There are three stages of speaking to other people. In the first stage, you’re on task, relevant and concise.  But then you unconsciously discover that the more you talk, the more you feel relief.  Ahh, so wonderful and tension-relieving for you… but not so much fun for the receiver. This is the second stage – when it feels so good to talk, you don’t even notice the other person is not listening.

The third stage occurs after you have lost track of what you were saying and begin to realize you might need to reel the other person back in.  If during the third stage of this monologue poorly disguised as a conversation you unconsciously sense that the other person is getting a bit fidgety, guess what happens then?

Unfortunately, rather than finding a way to reengage your innocent victim through having them talk and then listening to them, instead the usual impulse is to talk even more in an effort to regain their interest.

Why does this happen? First, the very simple reason that all human beings have a hunger to be listened to. But second, because the process of talking about ourselves releases dopamine, the pleasure hormone.  One of the reasons gabby people keep gabbing is because they become addicted to that pleasure.

Not long after my book, Just Listen, came out, I too succumbed to ignoring signs that I had started to annoy my friend and fellow coach, Marty Nemko,
 host of a radio show about work on KALW, NPR’s San Francisco affiliate. He and I have been coaching each other for some time.  He hit a nerve when he told me, “Mark, for an expert on listening, you need to talk less and listen more.”

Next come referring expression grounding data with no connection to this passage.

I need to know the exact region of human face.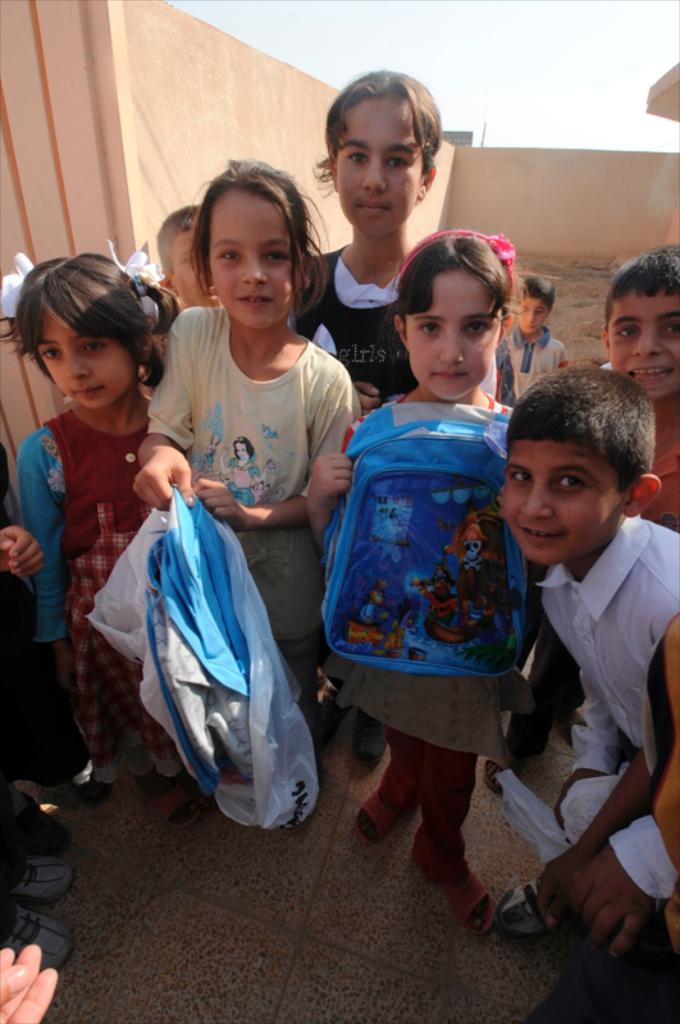
Region: [334,92,423,236].
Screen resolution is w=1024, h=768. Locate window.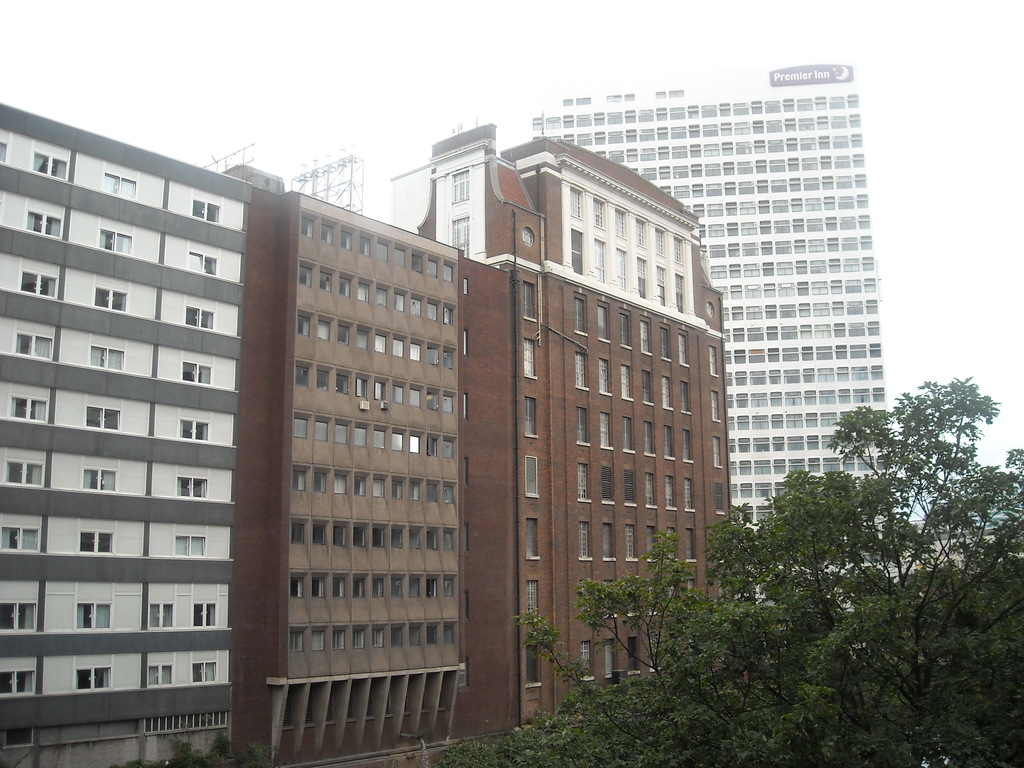
crop(391, 627, 404, 646).
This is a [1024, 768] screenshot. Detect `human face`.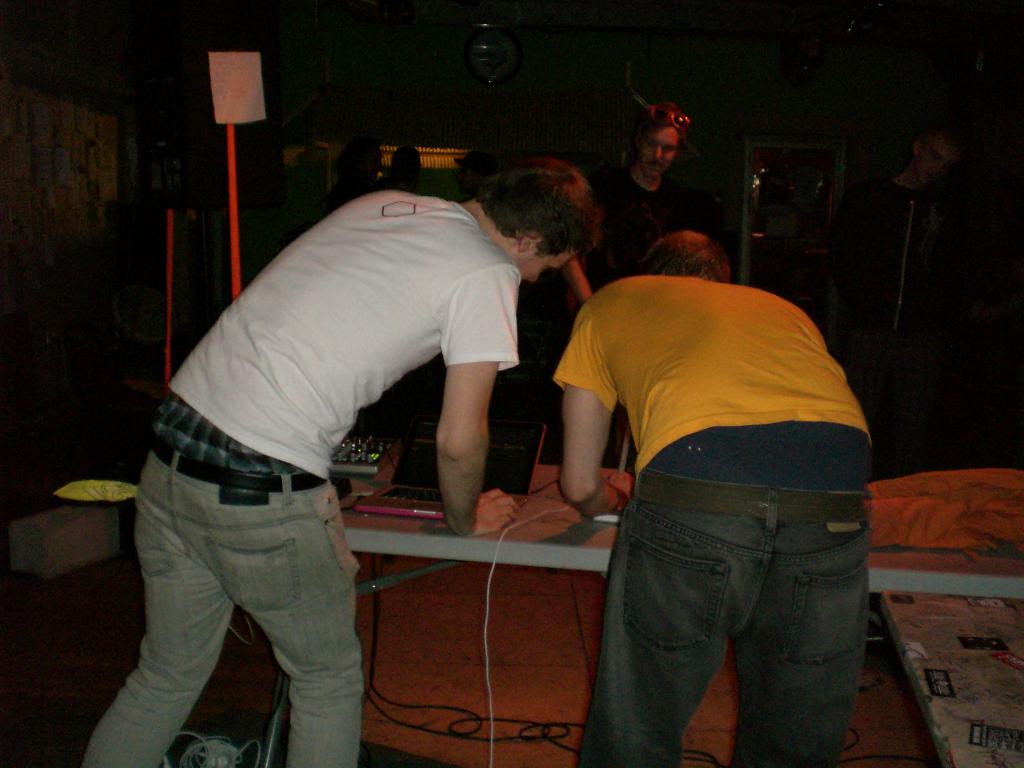
x1=641 y1=124 x2=678 y2=182.
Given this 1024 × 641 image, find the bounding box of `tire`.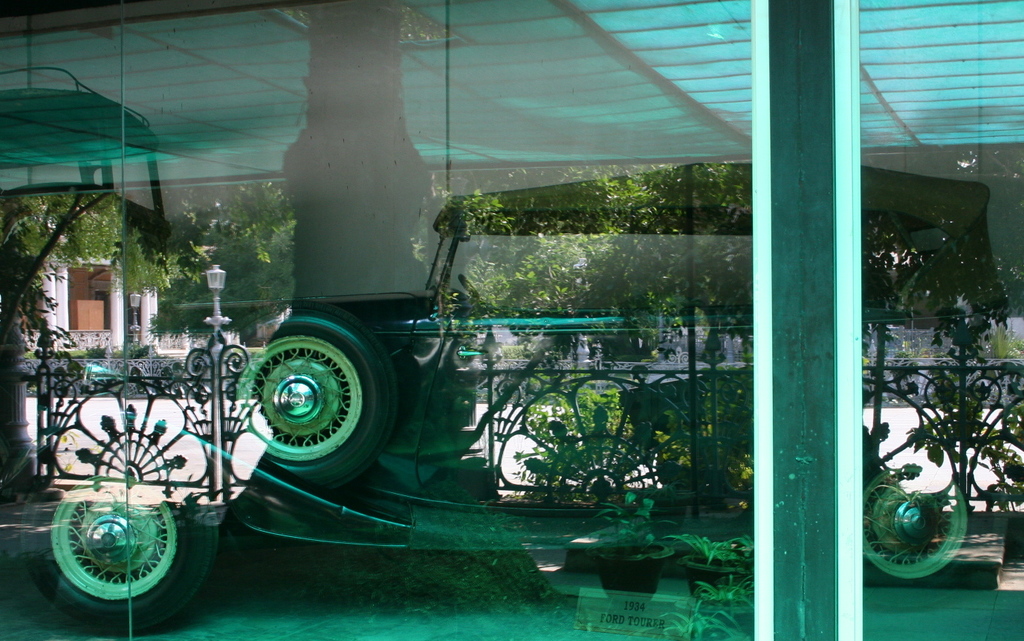
861/454/970/585.
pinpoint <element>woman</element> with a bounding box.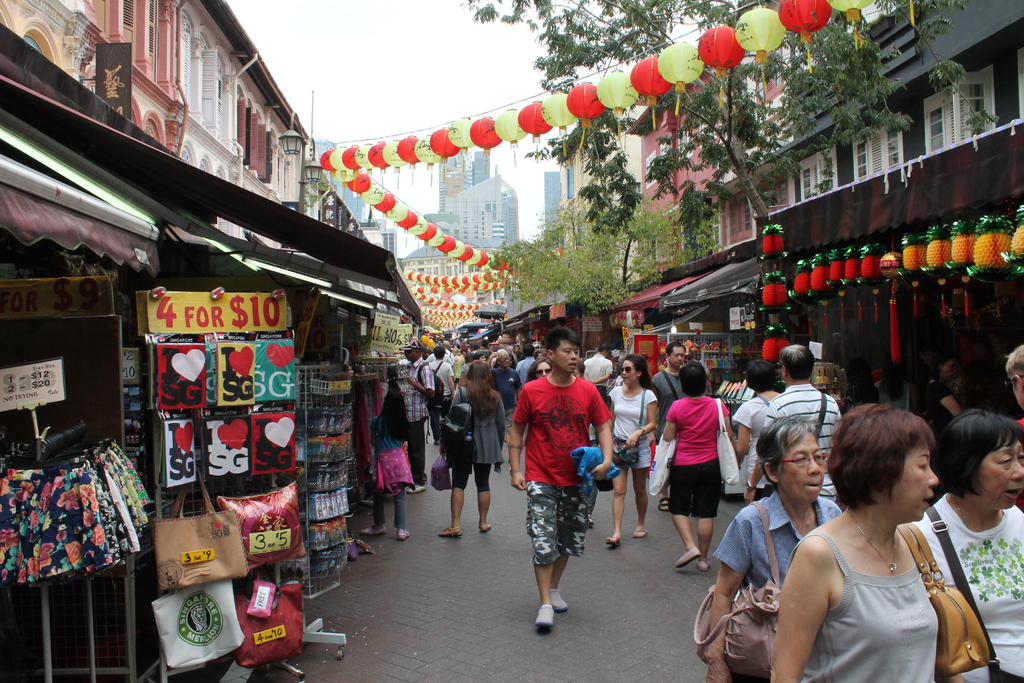
box=[524, 357, 553, 384].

After I recovered from the embarrassment, he pointed out a nifty strategy that I have been using. It’s helping me and it might help 
you. Nemko calls it the Traffic Light Rule. He says it works better when talking with most people, especially with Type A personalities, who tend to be less patient.

In the first 20 seconds of talking, your light is green: your listener is liking you, as long as your statement is relevant to the conversation and hopefully in service of the other person. But unless you are an extremely gifted raconteur, people who talk for more than roughly half minute at a time are boring and often perceived as too chatty. So the light turns yellow for the next 20 seconds— now the risk is increasing that the other person is beginning to lose interest or think you’re long-winded. At the 40-second mark, your light is red. Yes, there’s an occasional time you want to run that red light and keep talking, but the vast majority of the time, you’d better stop or you’re in danger.

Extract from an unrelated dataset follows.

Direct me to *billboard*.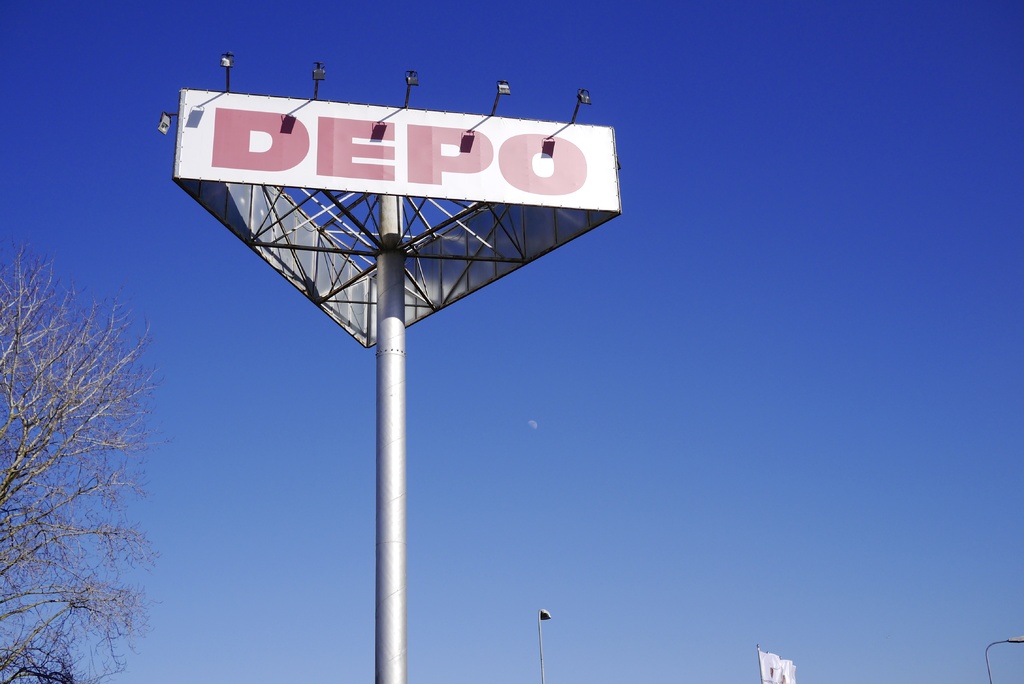
Direction: box(174, 99, 621, 207).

Nemko says that following the Traffic Light Rule is just the first step in keeping you from talking too much. It’s also important to determine your underlying motivation for talking 
so much. Is it that it just feels good to go on and
 on and get more stuff off your chest? Do you talk to clarify your thinking? Or do you talk because you often have to listen to other people, and when you’ve found someone who will let you have the microphone you just can’t help yourself?

Whatever the cause, filibustering is usually a conversational turn-off, and may result in both of you deteriorating into alternating monologues. And that certainly will do little to move the conversation or your relationship forward.

One reason some people are long-winded is because they’re trying to impress their conversational counterpart with how smart they are, often because they don’t actually feel that way underneath. If this is the case for you, realize that continuing to talk will only cause the other person to be less impressed.

Of course, some people who talk too much simply “may not have a sense of the passage of time,” Nemko says. If this is the case, the cure is not to look inside yourself for psychological insight. It’s just to develop a better internal sense of how long 20 and 40 seconds are. Start to use a watch to catch yourself, for example, when on the phone. You’ll get in the habit of stopping an utterance when your light is still green, or at least yellow.

Finally, remember that even 20 seconds of talking can be a turn off if you don’t include the other person in the conversation. To avoid that, ask questions, try to build on what they say, and look for ways to include them in the conversation so it is a genuine dialogue instead of a diatribe.

Well I think my 40 seconds is up, so I’ll stop here.